From the time we moved to western Kansas, we attended a small church in Pawnee Rock. The reason was because one of my father’s co-workers in Great Bend was a part-time pastor at the church. My dad was a social worker for the county as was the pastor of this church. His son is Charles and we became life-long friends - a friendship which existed to the day I died.
I went to 7th, 8th, 9th, 10th and 11th grades in Pawnee Rock – a town of about 450 people. My senior year, I transferred to Great Bend (18,000). Instead of being bussed nine miles to school and back, I drove my own car 13 miles.
As a senior at Great Bend, I was able to exist in the background without too much trouble. The downside is that I knew almost no one. There were a few others that had transferred from Pawnee Rock to Great Bend during those years and I knew a few of them. But, again, I really didn’t have a group of friends that I felt comfortable with.
I was in the Madrical-Pops Choir my senior year at Great Bend. I was always a pretty good singer and was selected to represent Great Bend in Wichita as a member of the Kansas (KMEA) State Choir. We spent a few days in Wichita and ended it with a concert which was recorded. I couldn’t afford to buy a copy of the record and we didn’t get them free, so I never had a chance to listen to it. But, the experience at the time was big stuff.
I was always a fish out of water in western Kansas even if I didn’t fully understand it. I knew the day I left to go to college I would never be back to the sticks except to visit. I had nothing but scorn for those six years, but I also fully realized that it made me the person I had become – extremely individualistic – and one who really didn’t need anyone else. Whether that’s good or bad is a function of how you look at it.
And, looking at it from the perspective of committing suicide at age 60, my independent nature is probably why I found myself in this position in the first place. Perhaps if I had continued to be raised in a neighborhood with hundreds of other kids in Topeka, maybe my development would have been different. I don’t blame my parents. I'm not sure I fit in all that well even when I was in Topeka. Presumably, it’s all about genetic wiring. Barbie, and to a slightly lesser degree Mike, adapted much better than I did in western Kansas.

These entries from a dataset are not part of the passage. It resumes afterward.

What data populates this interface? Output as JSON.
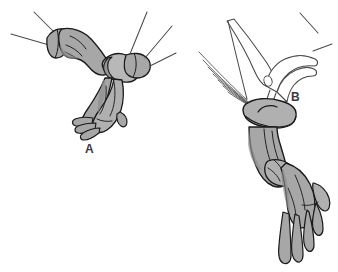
{
  "figure": {
    "background_color": "#ffffff",
    "width": 338,
    "height": 272,
    "panels": [
      {
        "id": "panel-a",
        "label": "A",
        "label_x": 85,
        "label_y": 143,
        "description": "Gloved hand grasping the folded cuff of a second glove, holding it out with fingers hanging downward"
      },
      {
        "id": "panel-b",
        "label": "B",
        "label_x": 291,
        "label_y": 91,
        "description": "Bare fingers pinching the everted glove cuff over the gown sleeve of a gloved forearm pointing down"
      }
    ],
    "colors": {
      "glove_fill": "#a7a7a7",
      "glove_fill_light": "#b8b8b8",
      "glove_fill_dark": "#949494",
      "outline": "#1a1a1a",
      "line": "#4a4a4a",
      "skin_fill": "#ffffff",
      "label_color": "#3b3b3b",
      "background": "#ffffff"
    }
  }
}
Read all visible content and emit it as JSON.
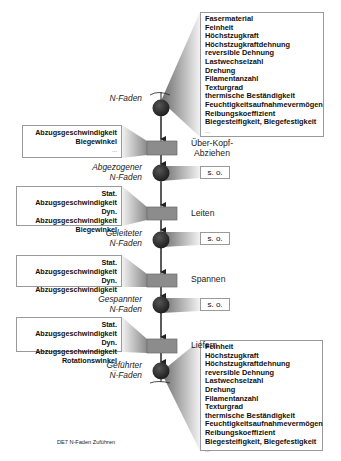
{
  "diagram": {
    "caption": "DE7 N-Faden Zuführen",
    "colors": {
      "node": "#2a2a2a",
      "process": "#8c8c8c",
      "border": "#9a9a9a"
    },
    "top_properties": {
      "items": [
        "Fasermaterial",
        "Feinheit",
        "Höchstzugkraft",
        "Höchstzugkraftdehnung",
        "reversible Dehnung",
        "Lastwechselzahl",
        "Drehung",
        "Filamentanzahl",
        "Texturgrad",
        "thermische Beständigkeit",
        "Feuchtigkeitsaufnahmevermögen",
        "Reibungskoeffizient",
        "Biegesteifigkeit, Biegefestigkeit"
      ],
      "more": "..."
    },
    "bottom_properties": {
      "items": [
        "Feinheit",
        "Höchstzugkraft",
        "Höchstzugkraftdehnung",
        "reversible Dehnung",
        "Lastwechselzahl",
        "Drehung",
        "Filamentanzahl",
        "Texturgrad",
        "thermische Beständigkeit",
        "Feuchtigkeitsaufnahmevermögen",
        "Reibungskoeffizient",
        "Biegesteifigkeit, Biegefestigkeit"
      ],
      "more": "..."
    },
    "states": [
      {
        "line1": "",
        "line2": "N-Faden"
      },
      {
        "line1": "Abgezogener",
        "line2": "N-Faden"
      },
      {
        "line1": "Geleiteter",
        "line2": "N-Faden"
      },
      {
        "line1": "Gespannter",
        "line2": "N-Faden"
      },
      {
        "line1": "Geführter",
        "line2": "N-Faden"
      }
    ],
    "so_label": "s. o.",
    "processes": [
      {
        "line1": "Über-Kopf-",
        "line2": "Abziehen",
        "params": [
          "Abzugsgeschwindigkeit",
          "Biegewinkel"
        ],
        "more": "..."
      },
      {
        "line1": "Leiten",
        "line2": "",
        "params": [
          "Stat. Abzugsgeschwindigkeit",
          "Dyn. Abzugsgeschwindigkeit",
          "Biegewinkel"
        ],
        "more": "..."
      },
      {
        "line1": "Spannen",
        "line2": "",
        "params": [
          "Stat. Abzugsgeschwindigkeit",
          "Dyn. Abzugsgeschwindigkeit"
        ],
        "more": "..."
      },
      {
        "line1": "Liefern",
        "line2": "",
        "params": [
          "Stat. Abzugsgeschwindigkeit",
          "Dyn. Abzugsgeschwindigkeit",
          "Rotationswinkel"
        ],
        "more": "..."
      }
    ]
  }
}
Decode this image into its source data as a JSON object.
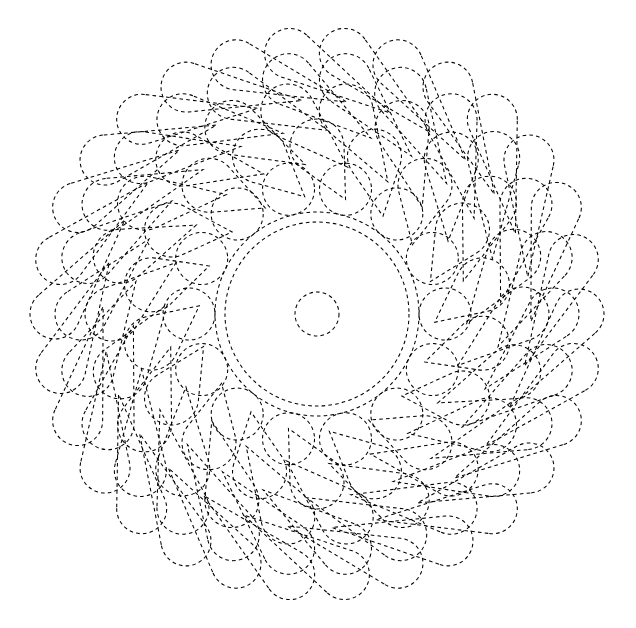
{
  "canvas": {
    "width": 636,
    "height": 628,
    "background": "#ffffff",
    "title": "Dashed Balloon Mandala"
  },
  "style": {
    "stroke": "#000000",
    "stroke_width": 1.05,
    "dash": "3.6 3.2",
    "fill": "none",
    "linecap": "butt"
  },
  "center": {
    "x": 317,
    "y": 314
  },
  "core": {
    "hub_circle": {
      "cx": 317,
      "cy": 314,
      "r": 22
    },
    "ring_circles": [
      {
        "cx": 317,
        "cy": 314,
        "r": 92
      },
      {
        "cx": 317,
        "cy": 314,
        "r": 102
      }
    ]
  },
  "chart_data": {
    "type": "scatter",
    "xlabel": "",
    "ylabel": "",
    "grid": false,
    "legend": null,
    "xlim": [
      27,
      607
    ],
    "ylim": [
      28,
      600
    ],
    "rings": [
      {
        "name": "ring-1",
        "count": 14,
        "orbit_radius": 128,
        "balloon_radius": 26,
        "stem_inner_radius": 102,
        "phase_deg": 12.857,
        "spiral_lean_deg": 0
      },
      {
        "name": "ring-2",
        "count": 18,
        "orbit_radius": 168,
        "balloon_radius": 27,
        "stem_inner_radius": 118,
        "phase_deg": 0,
        "spiral_lean_deg": 14
      },
      {
        "name": "ring-3",
        "count": 22,
        "orbit_radius": 205,
        "balloon_radius": 27,
        "stem_inner_radius": 150,
        "phase_deg": 8.18,
        "spiral_lean_deg": 20
      },
      {
        "name": "ring-4",
        "count": 26,
        "orbit_radius": 236,
        "balloon_radius": 26,
        "stem_inner_radius": 184,
        "phase_deg": 6.92,
        "spiral_lean_deg": 24
      },
      {
        "name": "ring-5",
        "count": 30,
        "orbit_radius": 262,
        "balloon_radius": 25,
        "stem_inner_radius": 214,
        "phase_deg": 6.0,
        "spiral_lean_deg": 26
      }
    ]
  }
}
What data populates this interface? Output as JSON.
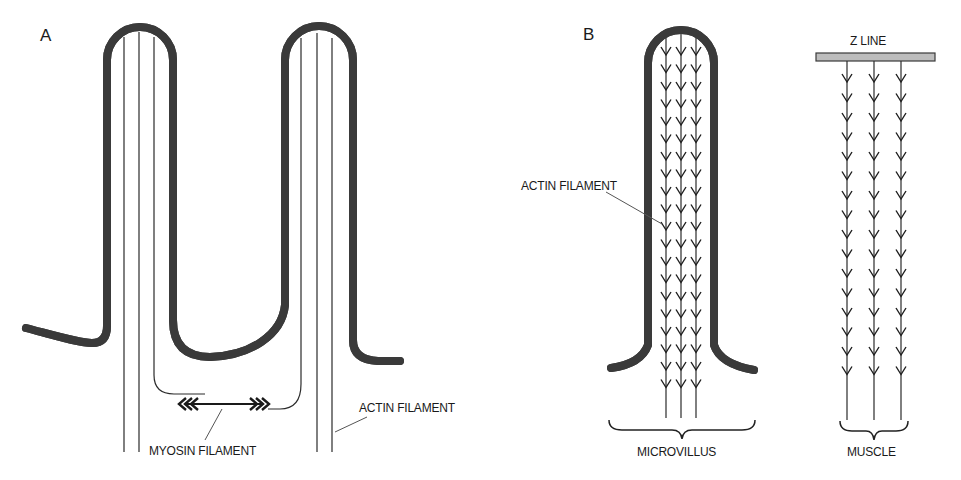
{
  "figure": {
    "panels": [
      {
        "id": "A",
        "label": "A",
        "labels": {
          "myosin": "MYOSIN FILAMENT",
          "actin": "ACTIN FILAMENT"
        },
        "microvilli_count": 2,
        "actin_filaments_per_microvillus": 3
      },
      {
        "id": "B",
        "label": "B",
        "sub_diagrams": [
          {
            "id": "microvillus",
            "caption": "MICROVILLUS",
            "pointer_label": "ACTIN FILAMENT",
            "filament_count": 3,
            "polarity": "barbed ends at tip (arrowheads point toward base)"
          },
          {
            "id": "muscle",
            "caption": "MUSCLE",
            "anchor_label": "Z LINE",
            "filament_count": 3,
            "polarity": "barbed ends at Z line (arrowheads point away from Z line)"
          }
        ]
      }
    ],
    "colors": {
      "line": "#2b2b2b",
      "membrane_fill": "#c6c6c6",
      "zline_fill": "#bdbdbd",
      "background": "#ffffff"
    }
  }
}
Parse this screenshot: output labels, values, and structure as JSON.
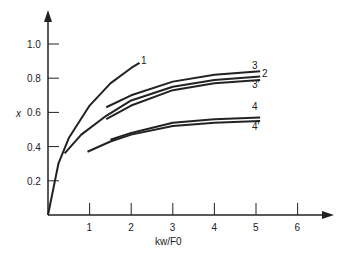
{
  "chart_data": {
    "type": "line",
    "title": "",
    "xlabel": "kw/F0",
    "ylabel": "x",
    "xlim": [
      0,
      6.5
    ],
    "ylim": [
      0,
      1.1
    ],
    "x_ticks": [
      "1",
      "2",
      "3",
      "4",
      "5",
      "6"
    ],
    "y_ticks": [
      "0.2",
      "0.4",
      "0.6",
      "0.8",
      "1.0"
    ],
    "grid": false,
    "series": [
      {
        "name": "1",
        "x": [
          0,
          0.25,
          0.5,
          1,
          1.5,
          2,
          2.2
        ],
        "values": [
          0,
          0.3,
          0.45,
          0.64,
          0.77,
          0.86,
          0.89
        ]
      },
      {
        "name": "2",
        "x": [
          0.4,
          0.8,
          1.4,
          2,
          3,
          4,
          5.1
        ],
        "values": [
          0.36,
          0.47,
          0.58,
          0.67,
          0.75,
          0.79,
          0.81
        ]
      },
      {
        "name": "3",
        "x": [
          1.4,
          2,
          3,
          4,
          5.1
        ],
        "values": [
          0.63,
          0.7,
          0.78,
          0.82,
          0.84
        ]
      },
      {
        "name": "3'",
        "x": [
          1.4,
          2,
          3,
          4,
          5.1
        ],
        "values": [
          0.56,
          0.64,
          0.73,
          0.77,
          0.79
        ]
      },
      {
        "name": "4",
        "x": [
          1.5,
          2,
          3,
          4,
          5.1
        ],
        "values": [
          0.44,
          0.48,
          0.54,
          0.56,
          0.57
        ]
      },
      {
        "name": "4'",
        "x": [
          0.95,
          1.5,
          2,
          3,
          4,
          5.1
        ],
        "values": [
          0.37,
          0.43,
          0.47,
          0.52,
          0.54,
          0.55
        ]
      }
    ]
  }
}
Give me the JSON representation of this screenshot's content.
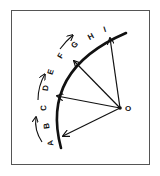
{
  "diagram": {
    "type": "radial-vectors-on-arc",
    "stroke_color": "#111111",
    "frame_color": "#555555",
    "center_label": "O",
    "arc_labels": [
      "A",
      "B",
      "C",
      "D",
      "E",
      "F",
      "G",
      "H",
      "I"
    ],
    "vectors_from_center_to": [
      "B",
      "D",
      "F",
      "I"
    ],
    "direction_arrows": 3,
    "direction": "counterclockwise (A toward I)"
  }
}
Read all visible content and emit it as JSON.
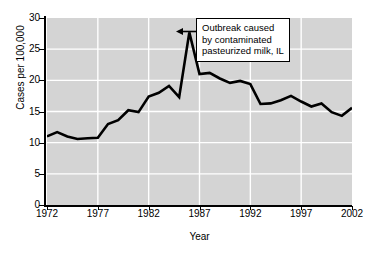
{
  "chart_data": {
    "type": "line",
    "title": "",
    "xlabel": "Year",
    "ylabel": "Cases per 100,000",
    "xlim": [
      1972,
      2002
    ],
    "ylim": [
      0,
      30
    ],
    "xticks": [
      "1972",
      "1977",
      "1982",
      "1987",
      "1992",
      "1997",
      "2002"
    ],
    "yticks": [
      "0",
      "5",
      "10",
      "15",
      "20",
      "25",
      "30"
    ],
    "grid": true,
    "legend": "none",
    "series": [
      {
        "name": "Cases per 100,000",
        "color": "#000000",
        "x": [
          1972,
          1973,
          1974,
          1975,
          1976,
          1977,
          1978,
          1979,
          1980,
          1981,
          1982,
          1983,
          1984,
          1985,
          1986,
          1987,
          1988,
          1989,
          1990,
          1991,
          1992,
          1993,
          1994,
          1995,
          1996,
          1997,
          1998,
          1999,
          2000,
          2001,
          2002
        ],
        "values": [
          11.0,
          11.7,
          11.0,
          10.6,
          10.7,
          10.8,
          13.0,
          13.6,
          15.2,
          14.9,
          17.4,
          18.0,
          19.1,
          17.3,
          27.7,
          21.0,
          21.2,
          20.3,
          19.6,
          19.9,
          19.4,
          16.2,
          16.3,
          16.8,
          17.5,
          16.6,
          15.8,
          16.3,
          14.9,
          14.3,
          15.6
        ]
      }
    ],
    "annotations": [
      {
        "name": "outbreak-callout",
        "lines": [
          "Outbreak caused",
          "by contaminated",
          "pasteurized milk, IL"
        ],
        "points_to_x": 1986,
        "points_to_y": 27.7
      }
    ],
    "style": {
      "plot_background": "#d4d4d4",
      "gridline_color": "#ffffff",
      "line_color": "#000000",
      "axis_color": "#000000",
      "callout_background": "#ffffff"
    }
  }
}
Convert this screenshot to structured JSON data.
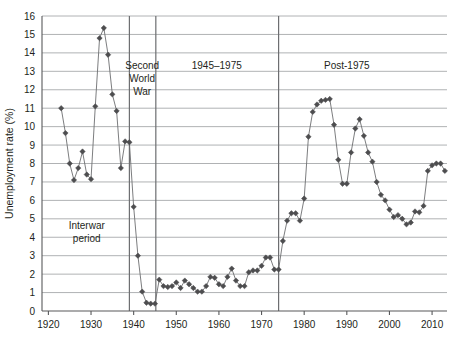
{
  "chart_data": {
    "type": "line",
    "title": "",
    "xlabel": "",
    "ylabel": "Unemployment rate (%)",
    "xlim": [
      1918.5,
      2013.5
    ],
    "ylim": [
      0,
      16
    ],
    "xticks": [
      1920,
      1930,
      1940,
      1950,
      1960,
      1970,
      1980,
      1990,
      2000,
      2010
    ],
    "yticks": [
      0,
      1,
      2,
      3,
      4,
      5,
      6,
      7,
      8,
      9,
      10,
      11,
      12,
      13,
      14,
      15,
      16
    ],
    "xtick_labels": [
      "1920",
      "1930",
      "1940",
      "1950",
      "1960",
      "1970",
      "1980",
      "1990",
      "2000",
      "2010"
    ],
    "ytick_labels": [
      "0",
      "1",
      "2",
      "3",
      "4",
      "5",
      "6",
      "7",
      "8",
      "9",
      "10",
      "11",
      "12",
      "13",
      "14",
      "15",
      "16"
    ],
    "grid": true,
    "grid_axis": "y",
    "legend": false,
    "marker": "diamond",
    "line_color": "#6d6e71",
    "marker_color": "#4d4d4f",
    "grid_color": "#a7a9ac",
    "axis_color": "#58595b",
    "series": [
      {
        "name": "Unemployment rate",
        "x": [
          1923,
          1924,
          1925,
          1926,
          1927,
          1928,
          1929,
          1930,
          1931,
          1932,
          1933,
          1934,
          1935,
          1936,
          1937,
          1938,
          1939,
          1940,
          1941,
          1942,
          1943,
          1944,
          1945,
          1946,
          1947,
          1948,
          1949,
          1950,
          1951,
          1952,
          1953,
          1954,
          1955,
          1956,
          1957,
          1958,
          1959,
          1960,
          1961,
          1962,
          1963,
          1964,
          1965,
          1966,
          1967,
          1968,
          1969,
          1970,
          1971,
          1972,
          1973,
          1974,
          1975,
          1976,
          1977,
          1978,
          1979,
          1980,
          1981,
          1982,
          1983,
          1984,
          1985,
          1986,
          1987,
          1988,
          1989,
          1990,
          1991,
          1992,
          1993,
          1994,
          1995,
          1996,
          1997,
          1998,
          1999,
          2000,
          2001,
          2002,
          2003,
          2004,
          2005,
          2006,
          2007,
          2008,
          2009,
          2010,
          2011,
          2012,
          2013
        ],
        "values": [
          11.0,
          9.65,
          8.0,
          7.1,
          7.75,
          8.65,
          7.4,
          7.15,
          11.1,
          14.8,
          15.35,
          13.9,
          11.75,
          10.85,
          7.75,
          9.2,
          9.15,
          5.65,
          3.0,
          1.05,
          0.45,
          0.4,
          0.4,
          1.7,
          1.35,
          1.3,
          1.35,
          1.55,
          1.25,
          1.65,
          1.45,
          1.25,
          1.05,
          1.05,
          1.35,
          1.85,
          1.8,
          1.45,
          1.35,
          1.85,
          2.3,
          1.65,
          1.35,
          1.35,
          2.1,
          2.2,
          2.2,
          2.45,
          2.9,
          2.9,
          2.25,
          2.25,
          3.8,
          4.9,
          5.3,
          5.3,
          4.9,
          6.1,
          9.45,
          10.8,
          11.2,
          11.4,
          11.45,
          11.5,
          10.1,
          8.2,
          6.9,
          6.9,
          8.6,
          9.9,
          10.4,
          9.5,
          8.6,
          8.1,
          7.0,
          6.3,
          6.0,
          5.5,
          5.1,
          5.2,
          5.0,
          4.7,
          4.8,
          5.4,
          5.35,
          5.7,
          7.6,
          7.9,
          8.0,
          8.0,
          7.6
        ]
      }
    ],
    "annotations": [
      {
        "name": "interwar-period",
        "text_lines": [
          "Interwar",
          "period"
        ],
        "x": 1929,
        "y": 4.45
      },
      {
        "name": "second-world-war",
        "text_lines": [
          "Second",
          "World",
          "War"
        ],
        "x": 1942,
        "y": 13.1
      },
      {
        "name": "period-1945-1975",
        "text_lines": [
          "1945–1975"
        ],
        "x": 1959.5,
        "y": 13.1
      },
      {
        "name": "post-1975",
        "text_lines": [
          "Post-1975"
        ],
        "x": 1990,
        "y": 13.1
      }
    ],
    "period_dividers": [
      {
        "name": "divider-1939",
        "x": 1939
      },
      {
        "name": "divider-1945",
        "x": 1945.2
      },
      {
        "name": "divider-1974",
        "x": 1974
      }
    ]
  }
}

When I was a senior at Great Bend, I met with a math counselor who was visiting from Kansas State. He asked me specifically what I wanted to do. I told him I wanted to keep track of statistics – “You know, like football and basketball stats.” He shook his head and said “If that’s all you want to do, you might as well major in English!”
I never forgot that comment because I always considered English and literature an absurd waste of time – at least beyond high school. He tried to get me to consider advanced mathematics or physics or engineering. I told him I only wanted to do one thing. As it turns out, I took my share of math courses and quickly learned that computers were at least as interesting. Even so, no matter what else I learned about and liked, nothing ever compared to “keeping stats”.
I spent most of my adult life in small business. However, every opportunity I had to employ statistical data, I did. Of course, back then it was before the kind of internet and computer tools we have nowadays. With the tools available by 2013, I was capable of spending 16 hours a day on statistical research, writing and analysis – and often did.